Today's post is on one of of my favourite sideshow geeks, The Enigma.
He was born Paul Lawrence and was raised in Seattle, he is a sideshow performer, geek (performers at carnivals who specialize in swallowing various bizarre objects or live animals, live insects, and so forth) actor and musician, who has undergone extensive body modification, including horn implants, ear reshaping, multiple body piercings, and a full-body jigsaw-puzzle tattoo.
His tattooing process began on December 20, 1992, under the needle of "Katzen the Tiger Lady," the first woman to have an all-over body theme tattoo. Katzen and the Enigma later married.
Together they have a six year old daughter, Caitlin. Katzen states, "In The Enigma I found a person who had the same goals in life and the same ambition behind those goals to make something amazing happen. It was the right timing - becoming the tattooed couple."
To date, The Enigma has had more than two hundred tattoo artists work on him, with as many as twenty-three underway at one time.
As a child he taught himself magic tricks from a magic book, and later taught himself how to swallow fire and swords. In 1991, he was a founding member of the Jim Rose Circus, with which he toured until 1998.
The Enigma then toured with Katzen, playing music and doing sideshow performances under the moniker "Human Marvels." He performed at Universal Studios Orlando's Halloween Horror Nights event in fall 2007, performing various tricks with fire, power tools, and blades.
He currently performs with Serana Rose in their show called Electric Acid Theatre.
The Enigma has appeared in the The X-Files episode "Humbug" (incidentally also the best X-Files episode of all time) where he played a character called "The Conundrum" a geek who will eat anything, living in a community of sideshow freaks. An action figure of the Conundrum was even created as part of a line of X-Files toys.
He has also appeared on Penn & Teller: Bullshit!. The Enigma was featured in the 2005 documentary film Freaky Circus Guy alongside sideshow performers Katzen, Danielle D'Meux, William Darke.
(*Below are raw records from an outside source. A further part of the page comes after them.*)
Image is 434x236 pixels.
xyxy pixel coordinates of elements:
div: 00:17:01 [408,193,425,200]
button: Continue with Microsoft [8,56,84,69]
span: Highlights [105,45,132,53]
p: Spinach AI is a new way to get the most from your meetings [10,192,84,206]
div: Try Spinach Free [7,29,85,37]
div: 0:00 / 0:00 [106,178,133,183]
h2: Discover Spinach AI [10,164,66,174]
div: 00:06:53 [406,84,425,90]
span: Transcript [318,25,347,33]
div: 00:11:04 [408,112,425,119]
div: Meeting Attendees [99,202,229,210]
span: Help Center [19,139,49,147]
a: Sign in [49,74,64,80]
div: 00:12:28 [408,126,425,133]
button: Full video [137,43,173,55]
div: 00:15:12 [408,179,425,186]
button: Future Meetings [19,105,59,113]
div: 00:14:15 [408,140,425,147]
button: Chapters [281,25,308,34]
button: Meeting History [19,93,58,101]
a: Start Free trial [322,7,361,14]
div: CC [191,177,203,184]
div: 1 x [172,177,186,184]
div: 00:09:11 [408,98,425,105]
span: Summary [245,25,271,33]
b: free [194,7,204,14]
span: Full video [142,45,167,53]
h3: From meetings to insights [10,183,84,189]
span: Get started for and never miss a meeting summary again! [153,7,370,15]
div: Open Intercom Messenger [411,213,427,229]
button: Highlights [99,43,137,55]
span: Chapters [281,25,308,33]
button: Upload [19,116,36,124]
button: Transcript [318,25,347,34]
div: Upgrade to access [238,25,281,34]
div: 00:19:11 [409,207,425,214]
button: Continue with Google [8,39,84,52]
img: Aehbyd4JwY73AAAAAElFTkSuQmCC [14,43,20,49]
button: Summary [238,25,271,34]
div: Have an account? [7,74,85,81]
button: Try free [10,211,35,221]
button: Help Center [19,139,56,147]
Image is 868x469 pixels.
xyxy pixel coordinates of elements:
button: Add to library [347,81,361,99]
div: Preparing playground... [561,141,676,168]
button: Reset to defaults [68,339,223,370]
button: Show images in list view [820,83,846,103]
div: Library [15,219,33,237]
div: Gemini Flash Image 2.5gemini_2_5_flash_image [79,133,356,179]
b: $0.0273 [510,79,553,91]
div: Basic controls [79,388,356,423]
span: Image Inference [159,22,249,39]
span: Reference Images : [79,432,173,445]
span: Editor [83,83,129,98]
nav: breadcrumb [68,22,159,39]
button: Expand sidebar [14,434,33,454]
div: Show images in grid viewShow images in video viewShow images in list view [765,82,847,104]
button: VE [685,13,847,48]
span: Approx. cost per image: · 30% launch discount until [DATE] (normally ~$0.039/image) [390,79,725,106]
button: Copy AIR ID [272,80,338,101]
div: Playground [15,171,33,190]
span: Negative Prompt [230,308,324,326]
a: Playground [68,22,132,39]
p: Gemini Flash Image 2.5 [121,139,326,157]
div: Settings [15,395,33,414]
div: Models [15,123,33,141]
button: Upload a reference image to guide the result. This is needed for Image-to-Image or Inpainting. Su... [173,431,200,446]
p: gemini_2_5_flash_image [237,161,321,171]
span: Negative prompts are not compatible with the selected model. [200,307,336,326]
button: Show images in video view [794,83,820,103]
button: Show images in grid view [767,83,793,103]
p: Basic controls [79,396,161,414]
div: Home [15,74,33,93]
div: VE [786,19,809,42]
In 2004, The Enigma appeared with Mike Patton, Jane Wiedlin, Karen Black and Katzen, in Steve Balderson's film Firecracker.
He has also appeared on Penn & Teller: Bullshit!. The Enigma was featured in the 2005 documentary film Freaky Circus Guy alongside sideshow performers Katzen, Danielle D'Meux, William Darke. In 2004, The Enigma appeared with Mike Patton, Jane Wiedlin, Karen Black and Katzen, in Steve Balderson's film Firecracker.
The Enigma also makes a habit of appearing at various haunted house attractions all over North America. One of his most famous appearances was at Halloween Horror Nights in Orlando, Florida.
Below is an excerpt from interviews with the Enigma and Katzen at the Houston Tattoo Convention (Jan. 18, 1996) and at Northern Ink Xposure, Toronto (June 21, 1999) Transcribed and edited by Steve Gilbert.
THE ENIGMA:
"My career as a performer actually began when I was six years old. That was when my mom asked me if I wanted to take piano lessons. My brother, who is sixteen and a half months older than me, was taking lessons, and of course I wanted to do what he was doing.
So I started taking lessons and I've been playing ever since. In addition to the piano, my mother kept my brother and me busy with all kinds of other lessons: singing, flute, tap dancing, ballet. The full spectrum. In grade school I was quite an outsider, but treated to talent. I got picked on pretty severely by the other kids.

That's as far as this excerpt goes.